Superlative writing is immediately dazzling to behold in that great field of clear air above the dense, overpopulated and polluted fog of mediocrity below. There is very little competition up there, so if you find a writer who can elevate your message to a stratospheric altitude, you can reliably differentiate yourself from the pack -- while also positioning yourself visibly above it. Such is the power of words.

Premium work commands premium coin, and writers are like tattoos in this respect: the cheap ones aren’t good, and the good ones aren’t cheap. This is not a criticism of services such as Upwork or freelancer.com, especially when artwork or web design is involved. I would be the first to agree that online creatives commissioned through such websites can deliver material of a surprisingly high standard for an affordable price. However, this is not necessarily true of written work -- regardless of whether or not the author is a native speaker.

Popular opinion among employers about what constitutes ‘good writing’ doesn’t help, considering it’s often based on a one-dimensional expectation of return on investment. I’ve seen many job ads stipulating that the successful applicant’s work must attain a high score in site analytics: in other words, the writer is mainly there to pull visitors, with the ultimate aim of extracting their money. That’s the role of a salesperson, not a wordsmith -- and again, there’s nothing wrong with such work, but it’s unrealistic to stack it under the rubric of writing when it has more to do with selling.

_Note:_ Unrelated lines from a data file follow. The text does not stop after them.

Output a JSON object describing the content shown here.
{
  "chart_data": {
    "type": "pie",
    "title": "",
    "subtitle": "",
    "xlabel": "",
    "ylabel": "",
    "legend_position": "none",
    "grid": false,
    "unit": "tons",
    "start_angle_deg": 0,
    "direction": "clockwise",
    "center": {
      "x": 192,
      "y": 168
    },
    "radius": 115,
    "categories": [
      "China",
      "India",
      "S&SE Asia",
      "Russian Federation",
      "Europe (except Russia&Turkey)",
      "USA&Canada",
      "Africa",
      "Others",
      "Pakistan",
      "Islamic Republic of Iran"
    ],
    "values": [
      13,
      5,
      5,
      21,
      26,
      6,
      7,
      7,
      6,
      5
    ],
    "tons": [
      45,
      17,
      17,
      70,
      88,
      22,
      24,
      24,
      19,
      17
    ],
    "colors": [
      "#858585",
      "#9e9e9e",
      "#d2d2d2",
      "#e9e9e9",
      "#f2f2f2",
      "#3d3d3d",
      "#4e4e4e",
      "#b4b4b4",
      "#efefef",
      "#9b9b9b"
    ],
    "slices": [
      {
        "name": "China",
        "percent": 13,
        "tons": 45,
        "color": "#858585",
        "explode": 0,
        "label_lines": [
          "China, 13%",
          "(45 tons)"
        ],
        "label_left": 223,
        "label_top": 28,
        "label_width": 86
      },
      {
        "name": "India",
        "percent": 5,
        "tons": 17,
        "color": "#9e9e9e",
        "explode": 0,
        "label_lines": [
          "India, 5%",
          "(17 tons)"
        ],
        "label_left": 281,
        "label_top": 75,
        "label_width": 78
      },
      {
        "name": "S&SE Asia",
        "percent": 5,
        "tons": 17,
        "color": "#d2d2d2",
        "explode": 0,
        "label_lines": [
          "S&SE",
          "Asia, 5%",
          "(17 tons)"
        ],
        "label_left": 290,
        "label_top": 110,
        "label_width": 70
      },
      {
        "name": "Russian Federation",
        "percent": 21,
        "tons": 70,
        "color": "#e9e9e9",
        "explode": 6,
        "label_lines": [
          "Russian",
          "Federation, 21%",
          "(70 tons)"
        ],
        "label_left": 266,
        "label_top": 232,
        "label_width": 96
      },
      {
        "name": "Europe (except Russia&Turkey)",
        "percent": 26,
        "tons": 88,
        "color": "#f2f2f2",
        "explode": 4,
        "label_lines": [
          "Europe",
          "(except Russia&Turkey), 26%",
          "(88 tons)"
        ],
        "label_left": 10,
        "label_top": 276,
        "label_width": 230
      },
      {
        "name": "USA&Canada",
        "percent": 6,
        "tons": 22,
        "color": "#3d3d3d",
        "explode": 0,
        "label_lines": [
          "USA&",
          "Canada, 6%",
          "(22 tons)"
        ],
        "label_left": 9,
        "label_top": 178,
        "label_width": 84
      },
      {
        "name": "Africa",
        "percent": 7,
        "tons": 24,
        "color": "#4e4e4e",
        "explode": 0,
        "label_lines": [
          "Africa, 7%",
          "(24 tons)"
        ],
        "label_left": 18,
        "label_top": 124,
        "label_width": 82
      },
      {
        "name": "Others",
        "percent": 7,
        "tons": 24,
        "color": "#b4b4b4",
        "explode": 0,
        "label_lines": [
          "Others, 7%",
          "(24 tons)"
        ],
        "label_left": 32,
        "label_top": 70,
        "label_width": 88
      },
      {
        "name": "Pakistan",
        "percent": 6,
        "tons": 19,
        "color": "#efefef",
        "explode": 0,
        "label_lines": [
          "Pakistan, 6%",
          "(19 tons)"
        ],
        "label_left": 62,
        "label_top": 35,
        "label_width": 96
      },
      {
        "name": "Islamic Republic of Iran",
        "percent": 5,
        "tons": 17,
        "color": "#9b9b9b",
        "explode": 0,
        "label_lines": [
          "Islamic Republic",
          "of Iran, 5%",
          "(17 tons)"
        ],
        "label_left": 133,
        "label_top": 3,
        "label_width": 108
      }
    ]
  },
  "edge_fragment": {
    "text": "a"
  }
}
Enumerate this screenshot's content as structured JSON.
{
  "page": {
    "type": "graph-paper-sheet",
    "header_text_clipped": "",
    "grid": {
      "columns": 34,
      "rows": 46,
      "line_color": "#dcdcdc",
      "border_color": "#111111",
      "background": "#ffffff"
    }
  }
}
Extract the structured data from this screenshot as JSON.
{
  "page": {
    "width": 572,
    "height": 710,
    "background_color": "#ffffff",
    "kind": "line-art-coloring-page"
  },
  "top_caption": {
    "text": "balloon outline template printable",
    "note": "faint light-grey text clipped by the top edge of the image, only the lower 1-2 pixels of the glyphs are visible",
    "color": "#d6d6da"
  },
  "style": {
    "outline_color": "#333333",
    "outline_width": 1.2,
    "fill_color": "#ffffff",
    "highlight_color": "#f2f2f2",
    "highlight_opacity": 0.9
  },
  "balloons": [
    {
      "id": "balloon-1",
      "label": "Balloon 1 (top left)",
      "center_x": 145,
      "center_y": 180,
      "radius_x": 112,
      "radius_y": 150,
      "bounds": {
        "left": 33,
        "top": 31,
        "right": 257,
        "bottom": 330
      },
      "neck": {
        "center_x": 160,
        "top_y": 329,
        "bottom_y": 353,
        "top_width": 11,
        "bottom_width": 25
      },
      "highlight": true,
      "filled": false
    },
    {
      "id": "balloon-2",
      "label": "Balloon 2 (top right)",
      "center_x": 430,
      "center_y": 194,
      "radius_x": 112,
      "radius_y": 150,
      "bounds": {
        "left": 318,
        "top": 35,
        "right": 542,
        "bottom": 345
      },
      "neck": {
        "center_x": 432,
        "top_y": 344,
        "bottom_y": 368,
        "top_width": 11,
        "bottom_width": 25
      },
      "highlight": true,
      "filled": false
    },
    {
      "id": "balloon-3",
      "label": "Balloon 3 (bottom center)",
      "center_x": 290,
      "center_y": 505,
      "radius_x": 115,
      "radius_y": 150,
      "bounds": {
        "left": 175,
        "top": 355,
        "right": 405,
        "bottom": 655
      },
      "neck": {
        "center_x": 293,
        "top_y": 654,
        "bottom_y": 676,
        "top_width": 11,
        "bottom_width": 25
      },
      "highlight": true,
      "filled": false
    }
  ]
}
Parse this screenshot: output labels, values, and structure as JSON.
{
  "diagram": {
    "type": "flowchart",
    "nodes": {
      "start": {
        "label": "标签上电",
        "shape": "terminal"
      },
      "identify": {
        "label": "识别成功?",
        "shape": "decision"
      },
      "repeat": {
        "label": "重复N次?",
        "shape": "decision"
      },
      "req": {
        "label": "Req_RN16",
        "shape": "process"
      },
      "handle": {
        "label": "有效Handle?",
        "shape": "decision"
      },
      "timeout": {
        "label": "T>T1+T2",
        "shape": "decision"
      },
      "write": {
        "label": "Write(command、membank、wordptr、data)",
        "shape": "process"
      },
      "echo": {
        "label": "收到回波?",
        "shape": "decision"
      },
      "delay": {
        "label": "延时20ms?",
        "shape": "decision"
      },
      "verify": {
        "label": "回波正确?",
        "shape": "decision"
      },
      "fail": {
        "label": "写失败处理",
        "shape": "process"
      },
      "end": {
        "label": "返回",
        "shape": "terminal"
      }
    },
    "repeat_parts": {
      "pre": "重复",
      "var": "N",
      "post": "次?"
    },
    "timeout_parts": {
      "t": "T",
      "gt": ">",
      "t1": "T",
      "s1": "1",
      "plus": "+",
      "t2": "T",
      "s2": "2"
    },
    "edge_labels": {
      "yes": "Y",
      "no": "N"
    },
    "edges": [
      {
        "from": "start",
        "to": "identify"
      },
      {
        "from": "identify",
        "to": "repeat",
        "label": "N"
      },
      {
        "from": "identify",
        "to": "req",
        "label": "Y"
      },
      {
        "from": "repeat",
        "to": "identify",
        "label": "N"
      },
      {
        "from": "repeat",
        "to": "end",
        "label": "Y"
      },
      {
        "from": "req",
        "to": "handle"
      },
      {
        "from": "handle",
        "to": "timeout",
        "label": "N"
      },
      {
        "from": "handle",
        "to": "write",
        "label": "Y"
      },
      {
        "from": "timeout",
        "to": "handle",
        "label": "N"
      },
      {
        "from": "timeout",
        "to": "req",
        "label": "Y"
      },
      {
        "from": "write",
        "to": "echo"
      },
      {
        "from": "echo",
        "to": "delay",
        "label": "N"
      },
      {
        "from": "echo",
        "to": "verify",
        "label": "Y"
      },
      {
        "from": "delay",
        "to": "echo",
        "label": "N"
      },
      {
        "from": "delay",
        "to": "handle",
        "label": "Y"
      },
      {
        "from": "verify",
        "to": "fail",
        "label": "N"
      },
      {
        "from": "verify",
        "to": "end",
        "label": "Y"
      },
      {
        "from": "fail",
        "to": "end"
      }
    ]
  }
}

Rare though this may be, sometimes a client actually needs something written to convey meaning in an eloquent, memorable and evocative way, rather than exclusively for the purpose of moving units. And I know from personal experience that the formulaic platitudes pushed out by ‘senior copywriters’, whose articulacy is limited to advertising-speak and whizz-bang blogging style, simply do not make the grade.

I realise that in our standard daily business, we need to thrash those keywords, we need to rank as high as possible after the ads that top the SERPs, we need to win a click, we need the page to convert. And that’s OK. But what if, one day, we are commissioned to create something… beautiful? I can almost hear you gasp with incredulity at such a near-heretical thought.

What if we want people to remember something we’ve written, truly remember it, for how it makes them feel, for how it becomes a landmark on the vista of their lives? If all we’ve ever known is following the SEO fashion du jour and taking a powerdive to the lowest common denominator, the outcome can be summarised in two words: we fail.

How much an article is shared, or how many visitors it sucks down the funnel, or how much it lights up social media, only carries significance as far as the bank. By contrast, a piece of writing that is painstakingly executed, with mastery and love and finesse, has a real chance of finding its home in a reader’s memory. When judged by that criterion, it doesn’t matter whether or not the author’s work endures exclusively in the reader’s psyche, never amounting to sales or even shares.

By affecting a person emotionally, by making someone’s world a brighter place, by conveying a lesson that enables them to improve some aspect of their life, such priceless words are afforded a fragile echo of immortality.